I’ve talked about it before, the connection a writer has with their journals. How they like a specific type or brand, they want a particular size or shape or weight. I used to prefer a journal from World Market but now I prefer a Moleskin journal – simple, basic, and with a blank cover that I can decorate with stickers.

2020 was a wild, terrible, heartbreaking, exhausting, trying year. I finished a degree I wasn’t excited about, at a school I didn’t care for (it was a master’s for work and thankfully they paid for it). My first full length collection of poetry, Beautiful & Full of Monsters, was published by Vegetarian Alcoholic Press the week the pandemic rocked the world so any and all readings, appearances, and book tours were cancelled. I was able to do a lot of virtual readings but I missed the energy and vibe of reading in person. My dad died. Friends and family suffered and struggled and we all tried to just make it through the year, through the month, through every exhausting week. And through it all, I wrote.

I was lucky and eternally grateful to have found a few virtual writing workshops early in the pandemic. One workshop that has sustained me from the start is run by Community Building Art Works – most are free and all are fantastic. I highly recommend checking them out and joining if you can. The community and creativity I find there has held me throughout the pandemic. I’ve also taken two of Jon Sand’s Emotional Historian workshops and these too have been wonderful and amazing. These workshops kept me writing through a very trying year.

I’m always excited at the end of the year to see how many notebooks I’ve filled. This year did not disappoint, I’m on my 7th journal this year. You can see when I started gravitating toward the more basic Moleskin journal. =)

Overall, this year has been a lot to deal with but as always, poetry gets me through.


▸ **TASK PROMPT**:
Copy every line from the records below that holds the word "Maksājumi".

== Segment start ==

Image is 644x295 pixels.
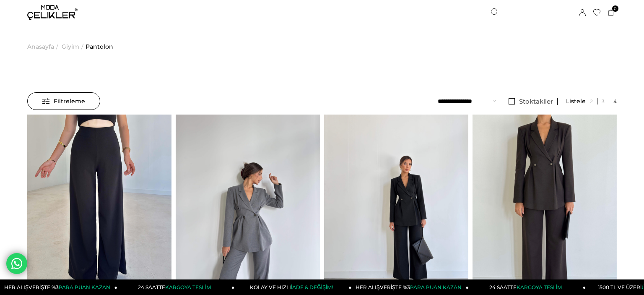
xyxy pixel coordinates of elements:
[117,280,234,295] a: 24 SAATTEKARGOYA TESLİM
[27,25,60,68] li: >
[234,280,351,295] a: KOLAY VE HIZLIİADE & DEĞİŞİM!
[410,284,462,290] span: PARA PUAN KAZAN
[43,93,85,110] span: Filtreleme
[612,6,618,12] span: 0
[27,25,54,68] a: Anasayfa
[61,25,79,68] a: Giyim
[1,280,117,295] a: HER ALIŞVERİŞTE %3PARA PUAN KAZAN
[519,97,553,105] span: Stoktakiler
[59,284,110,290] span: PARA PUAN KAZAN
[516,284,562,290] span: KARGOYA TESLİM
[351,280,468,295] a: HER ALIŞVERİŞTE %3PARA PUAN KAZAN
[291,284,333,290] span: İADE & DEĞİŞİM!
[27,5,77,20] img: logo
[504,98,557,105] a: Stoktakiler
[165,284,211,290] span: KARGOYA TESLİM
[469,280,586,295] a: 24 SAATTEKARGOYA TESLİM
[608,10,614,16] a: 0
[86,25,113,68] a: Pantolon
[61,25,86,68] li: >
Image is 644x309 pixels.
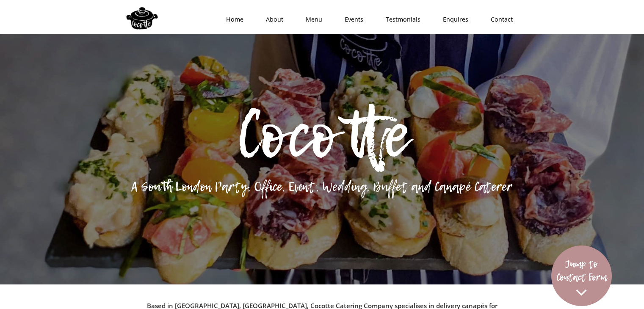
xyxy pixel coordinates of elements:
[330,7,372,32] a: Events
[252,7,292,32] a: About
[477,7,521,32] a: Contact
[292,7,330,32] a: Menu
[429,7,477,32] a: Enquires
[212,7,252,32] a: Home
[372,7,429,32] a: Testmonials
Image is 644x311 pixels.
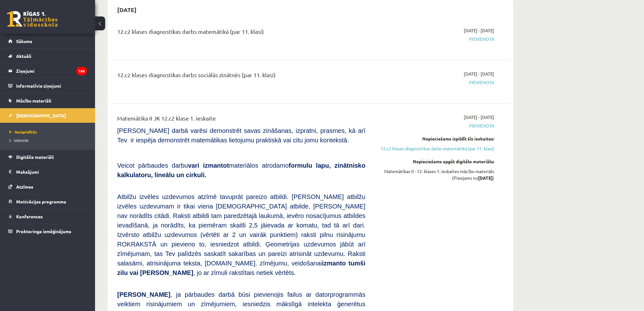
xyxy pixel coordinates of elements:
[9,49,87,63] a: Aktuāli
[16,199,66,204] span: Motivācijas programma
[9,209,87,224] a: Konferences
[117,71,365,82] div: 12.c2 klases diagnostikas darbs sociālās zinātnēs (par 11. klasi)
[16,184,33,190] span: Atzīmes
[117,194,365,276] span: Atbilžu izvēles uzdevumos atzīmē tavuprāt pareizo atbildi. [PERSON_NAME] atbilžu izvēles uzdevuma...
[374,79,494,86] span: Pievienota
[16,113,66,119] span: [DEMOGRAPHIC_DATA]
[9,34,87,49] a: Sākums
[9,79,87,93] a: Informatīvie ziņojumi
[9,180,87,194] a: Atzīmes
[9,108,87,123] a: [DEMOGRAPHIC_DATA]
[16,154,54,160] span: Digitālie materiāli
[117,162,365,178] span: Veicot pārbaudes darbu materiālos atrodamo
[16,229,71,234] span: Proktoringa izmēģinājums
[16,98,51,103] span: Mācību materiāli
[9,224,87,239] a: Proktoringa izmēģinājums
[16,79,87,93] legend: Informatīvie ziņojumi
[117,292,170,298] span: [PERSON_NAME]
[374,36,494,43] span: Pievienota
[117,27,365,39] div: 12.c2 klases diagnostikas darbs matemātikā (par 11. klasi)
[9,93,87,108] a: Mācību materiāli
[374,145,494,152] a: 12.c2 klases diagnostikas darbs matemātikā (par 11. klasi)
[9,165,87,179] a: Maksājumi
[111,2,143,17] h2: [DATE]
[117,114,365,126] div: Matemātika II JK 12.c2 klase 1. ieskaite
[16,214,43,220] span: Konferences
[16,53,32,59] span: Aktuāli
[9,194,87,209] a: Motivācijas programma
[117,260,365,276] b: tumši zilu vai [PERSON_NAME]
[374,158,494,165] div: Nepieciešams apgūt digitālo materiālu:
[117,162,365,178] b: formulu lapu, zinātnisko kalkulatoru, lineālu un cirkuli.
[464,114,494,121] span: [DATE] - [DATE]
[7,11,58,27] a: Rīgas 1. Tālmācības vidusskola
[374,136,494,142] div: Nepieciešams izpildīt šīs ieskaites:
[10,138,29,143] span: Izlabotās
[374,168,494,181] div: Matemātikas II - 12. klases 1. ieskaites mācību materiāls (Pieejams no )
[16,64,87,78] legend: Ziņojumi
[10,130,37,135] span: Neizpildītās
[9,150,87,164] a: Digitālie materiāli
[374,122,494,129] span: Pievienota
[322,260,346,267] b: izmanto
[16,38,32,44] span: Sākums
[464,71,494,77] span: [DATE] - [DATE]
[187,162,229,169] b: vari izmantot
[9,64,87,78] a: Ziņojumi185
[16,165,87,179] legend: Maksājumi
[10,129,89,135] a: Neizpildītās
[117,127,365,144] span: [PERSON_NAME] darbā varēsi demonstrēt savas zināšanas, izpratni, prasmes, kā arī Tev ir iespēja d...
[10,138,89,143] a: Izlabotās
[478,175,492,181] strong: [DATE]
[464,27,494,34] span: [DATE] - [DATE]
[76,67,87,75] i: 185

== Segment end ==
== Segment start ==

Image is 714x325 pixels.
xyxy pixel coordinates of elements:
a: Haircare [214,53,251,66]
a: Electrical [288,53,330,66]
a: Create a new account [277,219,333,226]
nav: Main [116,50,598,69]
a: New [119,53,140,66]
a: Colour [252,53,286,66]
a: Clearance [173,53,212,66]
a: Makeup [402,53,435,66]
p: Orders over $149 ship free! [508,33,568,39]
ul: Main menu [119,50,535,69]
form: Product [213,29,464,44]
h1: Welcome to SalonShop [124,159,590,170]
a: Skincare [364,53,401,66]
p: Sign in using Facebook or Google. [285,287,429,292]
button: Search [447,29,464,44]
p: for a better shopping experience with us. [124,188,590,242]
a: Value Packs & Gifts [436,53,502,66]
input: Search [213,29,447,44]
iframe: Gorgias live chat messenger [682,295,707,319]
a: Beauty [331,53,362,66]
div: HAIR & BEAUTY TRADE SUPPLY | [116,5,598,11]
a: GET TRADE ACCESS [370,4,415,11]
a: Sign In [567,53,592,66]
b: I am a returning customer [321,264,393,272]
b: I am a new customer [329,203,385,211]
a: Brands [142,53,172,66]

== Segment end ==

▸ **FINAL ANSWER**:
[9,165,87,179] a: Maksājumi
[16,165,87,179] legend: Maksājumi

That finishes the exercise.